Others expect hires to understand AI. The Yale Budget Lab noted some fields are more subject to high usage, like computing and administrative work. Students in my justice class shared that companies they interned for pressured employees to use GenAI. There’s a cruel paradox in feeling AI is forced upon us while simultaneously thinking we need it for “survival.” My dad worries that I’m falling behind by not using AI to my advantage. Yet, he avoids his company’s AI tools, feeling like they’d ultimately replace him.
The stakes are high enough to consider thinking beyond reform. GenAI trains us to choose convenience. Offloading even innocuous tasks is still surrendering agency.
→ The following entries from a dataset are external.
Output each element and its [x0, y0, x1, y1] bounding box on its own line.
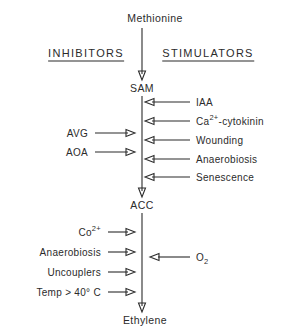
arrowhead-cofactor-oxygen: [150, 254, 159, 261]
pathway-node-methionine: Methionine: [127, 12, 182, 24]
inhibitor-label-cobalt: Co2+: [0, 227, 101, 238]
column-header-stimulators: STIMULATORS: [162, 47, 254, 62]
cofactor-label-oxygen: O2: [196, 252, 209, 263]
column-header-inhibitors: INHIBITORS: [48, 47, 124, 62]
inhibitor-cobalt-charge: 2+: [92, 224, 101, 233]
inhibitor-label-aoa: AOA: [0, 147, 88, 158]
stimulator-label-ca-cytokinin: Ca2+-cytokinin: [196, 116, 264, 127]
stimulator-label-wounding: Wounding: [196, 135, 243, 146]
cofactor-oxygen-base: O: [196, 252, 204, 263]
arrowhead-sam-to-acc: [139, 188, 146, 197]
arrowhead-stimulator-anaerobiosis: [145, 156, 154, 163]
cofactor-oxygen-count: 2: [204, 257, 208, 266]
stimulator-ca-charge: 2+: [209, 113, 218, 122]
inhibitor-label-avg: AVG: [0, 128, 88, 139]
arrowhead-stimulator-iaa: [145, 99, 154, 106]
arrowhead-methionine-to-sam: [139, 71, 146, 80]
pathway-node-acc: ACC: [130, 199, 153, 211]
inhibitor-cobalt-base: Co: [78, 227, 91, 238]
arrowhead-inhibitor-cobalt: [126, 229, 135, 236]
pathway-node-sam: SAM: [130, 82, 154, 94]
stimulator-label-anaerobiosis: Anaerobiosis: [196, 154, 257, 165]
stimulator-label-senescence: Senescence: [196, 172, 254, 183]
arrowhead-inhibitor-anaerobiosis: [126, 249, 135, 256]
ethylene-pathway-diagram: INHIBITORS STIMULATORS Methionine SAM AC…: [0, 0, 285, 333]
arrowhead-acc-to-ethylene: [139, 303, 146, 312]
arrowhead-inhibitor-aoa: [126, 149, 135, 156]
arrowhead-inhibitor-temperature: [126, 289, 135, 296]
inhibitor-label-anaerobiosis: Anaerobiosis: [0, 247, 101, 258]
pathway-node-ethylene: Ethylene: [123, 314, 167, 326]
stimulator-cytokinin-tail: -cytokinin: [219, 116, 264, 127]
arrowhead-stimulator-senescence: [145, 174, 154, 181]
stimulator-ca-base: Ca: [196, 116, 209, 127]
arrowhead-inhibitor-uncouplers: [126, 269, 135, 276]
arrowhead-stimulator-wounding: [145, 137, 154, 144]
inhibitor-label-temperature: Temp > 40° C: [0, 287, 101, 298]
arrowhead-stimulator-ca-cytokinin: [145, 118, 154, 125]
inhibitor-label-uncouplers: Uncouplers: [0, 267, 101, 278]
arrowhead-inhibitor-avg: [126, 130, 135, 137]
stimulator-label-iaa: IAA: [196, 97, 213, 108]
Do we need chatbots, or are we victims of industry-manufactured hype? What do we sacrifice when giving in?
In my justice class, I learned about Catholic social teaching on universal justice. Even as a Protestant, I found its themes luminous: affirming human life as sacred, dignity for workers, calling for community, stewarding God’s creation, advocating for the vulnerable, upholding rights, and fostering solidarity.
As University President Rev. William P. Leahy, S.J., wrote in his President’s Message, BC students should consider how they will be “shaping the future with vision, justice, and charity” and have “concern for all of the human family.” We’re expected to approach ethics with regard for the world we’ve already inherited.
AI is not the only corrupt industry, but the imperative is recognizing AI as a justice issue with which the public is concerned. Otherwise, we’re perpetuating a one-sided narrative and acting solely based on potential personal gain.
Our futures will be affected by systematic applications of AI. AI supercharges surveillance, and ICE increasingly relies on controversial AI facial-recognition and phone-hacking software. At home and abroad, military interest in AI demonstrates a shocking willingness to endanger lives unnecessarily.
Though systemic change is most crucial to resolving injustices, each person has the power to opt in or out. Large-scale change never gains traction unless we shift the conversation.
If you often query ChatGPT, its ubiquity and quick turnaround make it hard to stop, even if you experience cognitive dissonance. Increased individual AI usage is a reaction to our culture’s insistence that we need it for everything. Is it because of perfectionism, procrastination, or disconnection? No chatbot fixes root problems. Messiness and uncertainty are expected in college—so are sustained attention and curiosity.
As global citizens, we must understand how excessive GenAI usage renders us less critical of profit-obsessed corporations and less caring toward the disempowered. As an intellectual community, we should look past thought-terminating clichés, like the “efficiency” mantra. It would be an injustice if we didn’t.